Putting callbacks together (common recipe)
callbacks = [
tf.keras.callbacks.ModelCheckpoint(
"checkpoints/best.weights.h5",
monitor="val_loss",
save_best_only=True,
save_weights_only=True
),
tf.keras.callbacks.ReduceLROnPlateau(
monitor="val_loss",
factor=0.5,
patience=2,
min_lr=1e-6
),
tf.keras.callbacks.EarlyStopping(
monitor="val_loss",
patience=6,
restore_best_weights=True
)
]
history = model.fit(
train_ds,
validation_data=val_ds,
epochs=100,
callbacks=callbacks
)This combination tends to work well in practice: checkpoints preserve the best model, learning rate reductions help squeeze out extra validation improvements, and early stopping prevents unnecessary over-training.
Evaluate and predict: measuring and using the trained model
Evaluate: final metrics on a test/holdout set
After training decisions are made using validation data, use a separate test set (or final holdout) to estimate real-world performance. model.evaluate() returns the loss and metric values in the same order you compiled.
results = model.evaluate(test_ds, verbose=0)
print(results)
# If you want named results
named = dict(zip(model.metrics_names, results))
print(named)Predict: generate outputs for new inputs
model.predict() runs a forward pass and returns model outputs. For classification, you often convert probabilities to class decisions.
# Predict probabilities (shape depends on your model)

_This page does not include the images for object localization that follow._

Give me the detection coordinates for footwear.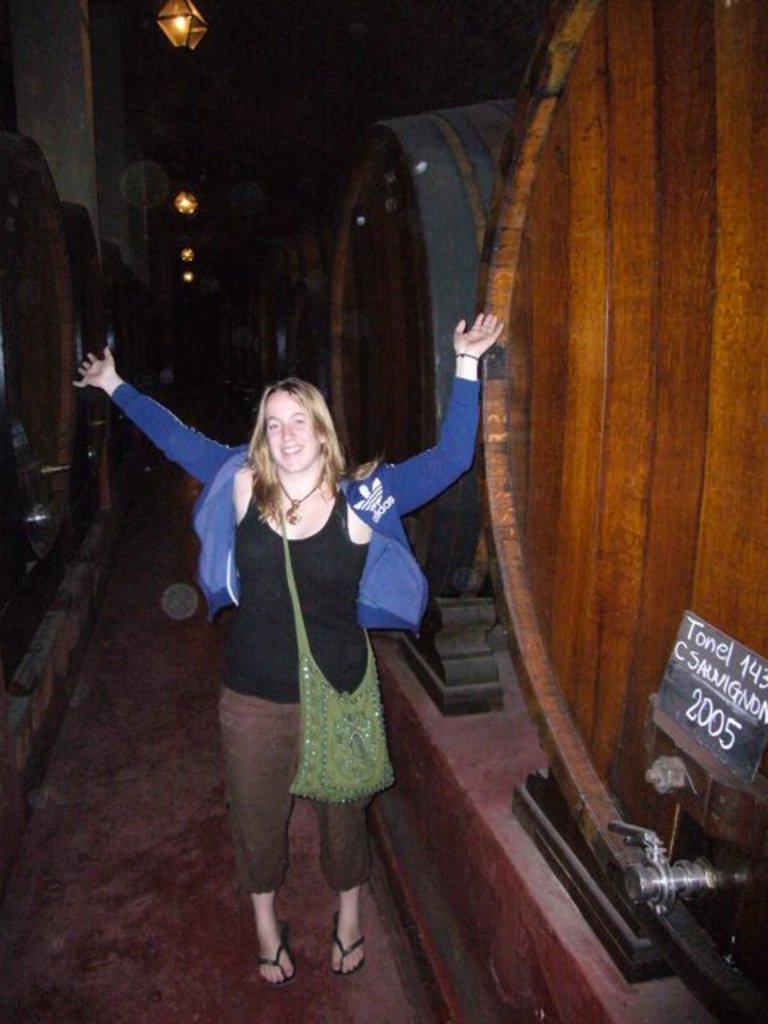
<box>325,904,371,978</box>.
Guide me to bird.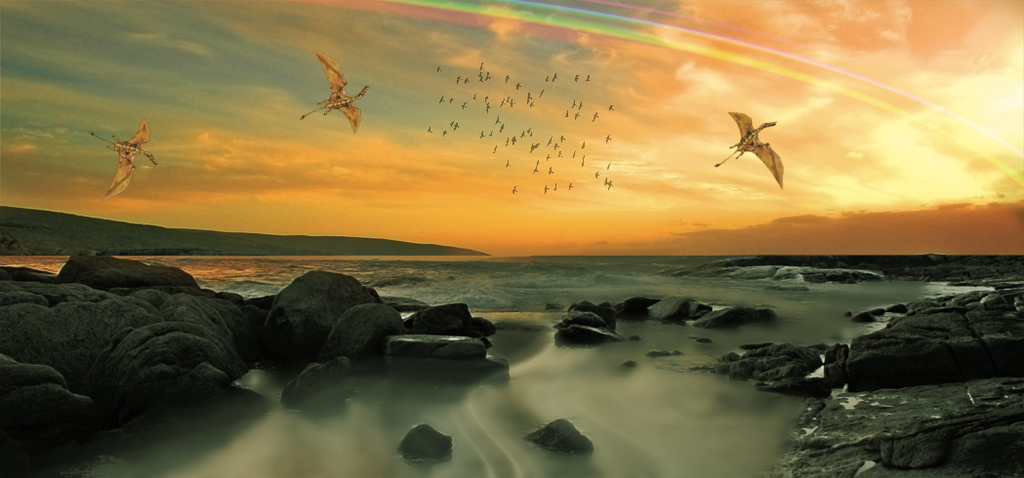
Guidance: 286/58/367/122.
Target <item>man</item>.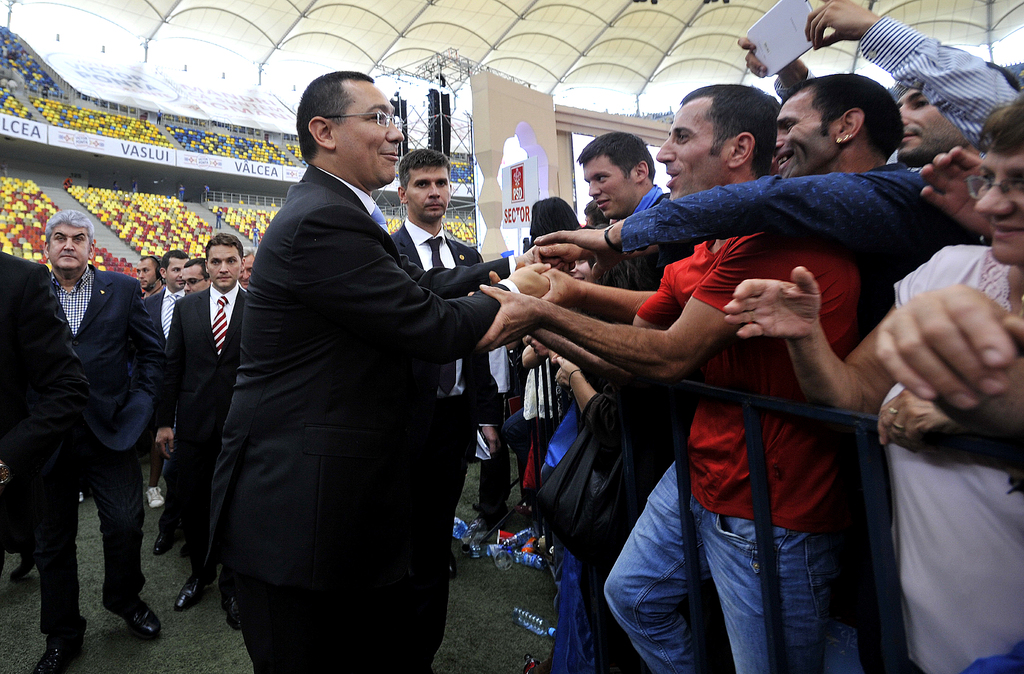
Target region: rect(138, 259, 163, 305).
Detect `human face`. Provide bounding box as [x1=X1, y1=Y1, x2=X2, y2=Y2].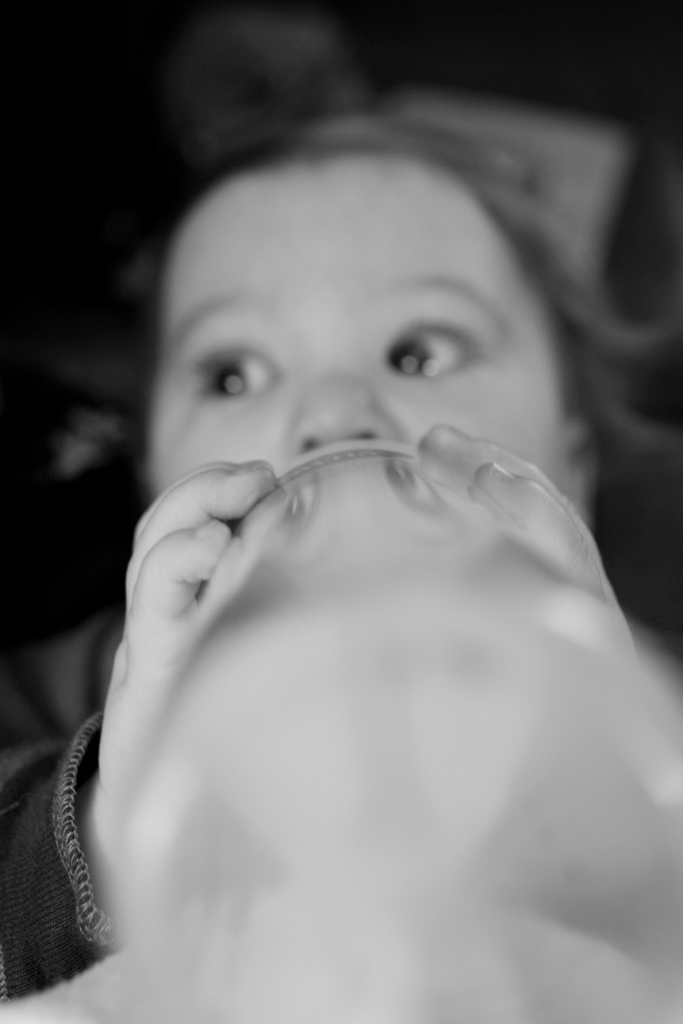
[x1=145, y1=155, x2=587, y2=503].
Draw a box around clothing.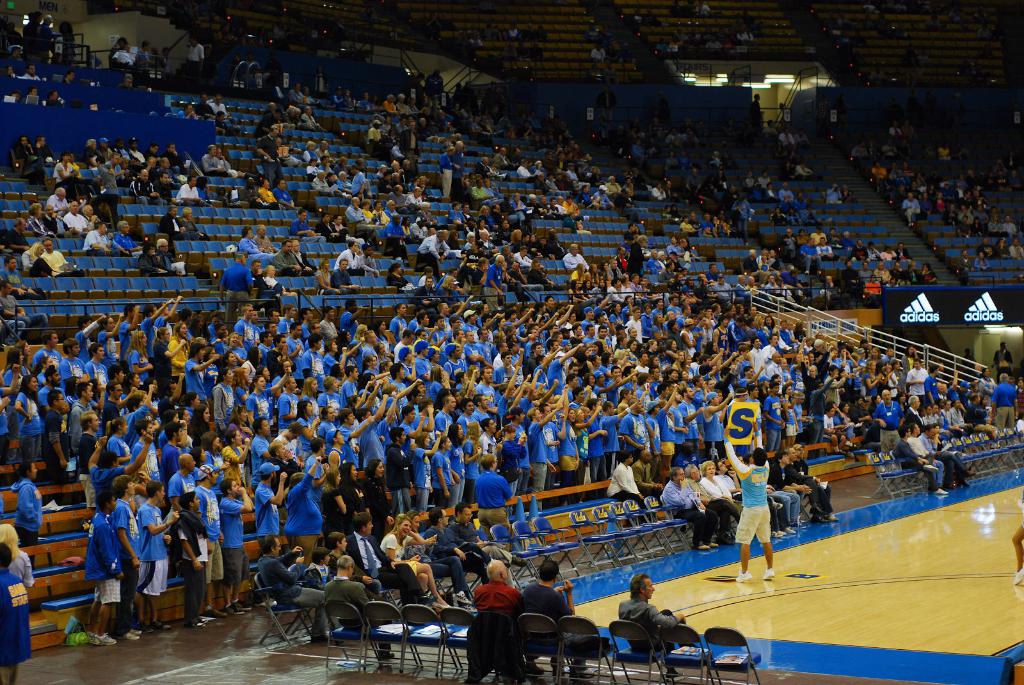
721/431/778/545.
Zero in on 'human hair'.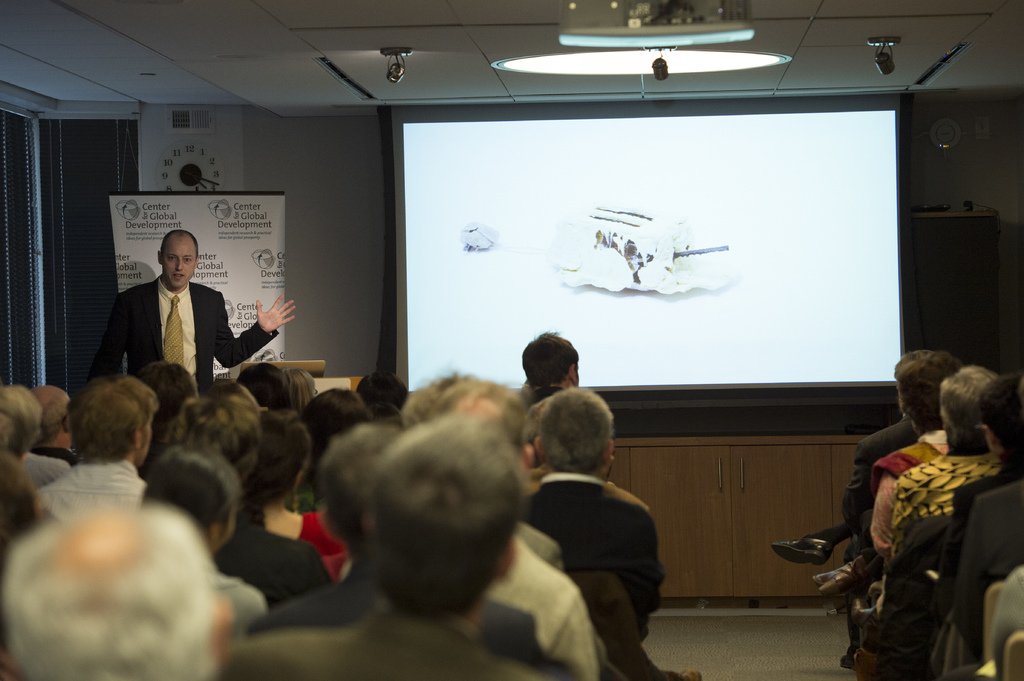
Zeroed in: <box>522,330,580,389</box>.
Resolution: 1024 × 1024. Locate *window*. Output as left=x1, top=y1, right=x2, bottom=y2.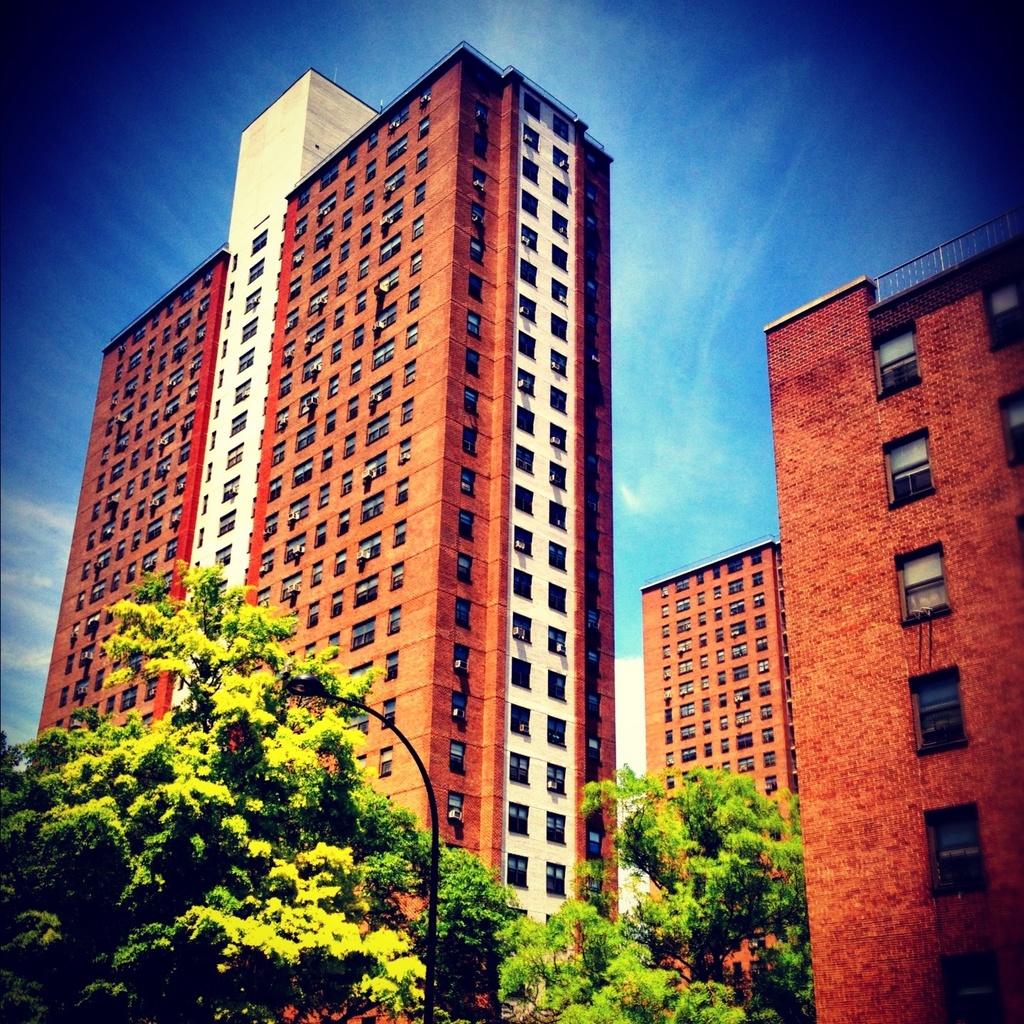
left=448, top=645, right=468, bottom=679.
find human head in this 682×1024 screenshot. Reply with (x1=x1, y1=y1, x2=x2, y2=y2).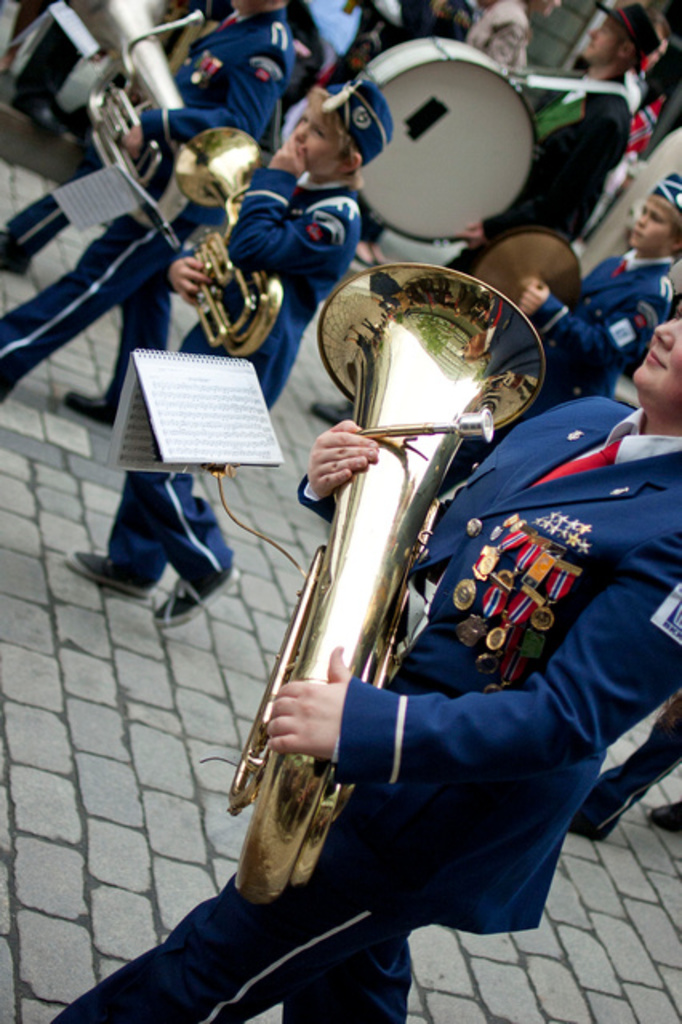
(x1=623, y1=170, x2=680, y2=254).
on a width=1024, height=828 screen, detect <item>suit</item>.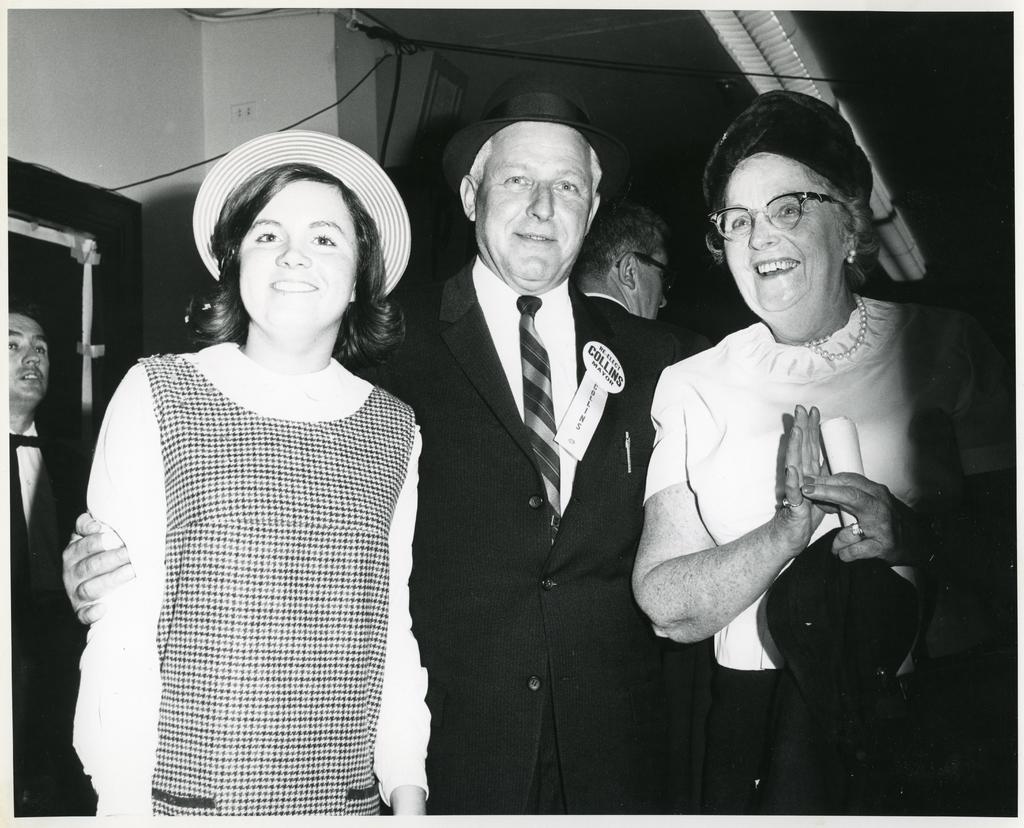
10 418 95 814.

y_prob = model.predict(new_x)
# Example: binary classification thresholding
# y_pred = (y_prob >= 0.5).astype("int32")
# Example: multi-class class id
# y_pred = y_prob.argmax(axis=-1)If your model outputs logits (no sigmoid/softmax), apply the appropriate activation at prediction time (sigmoid for binary, softmax for multi-class) before thresholding or taking argmax.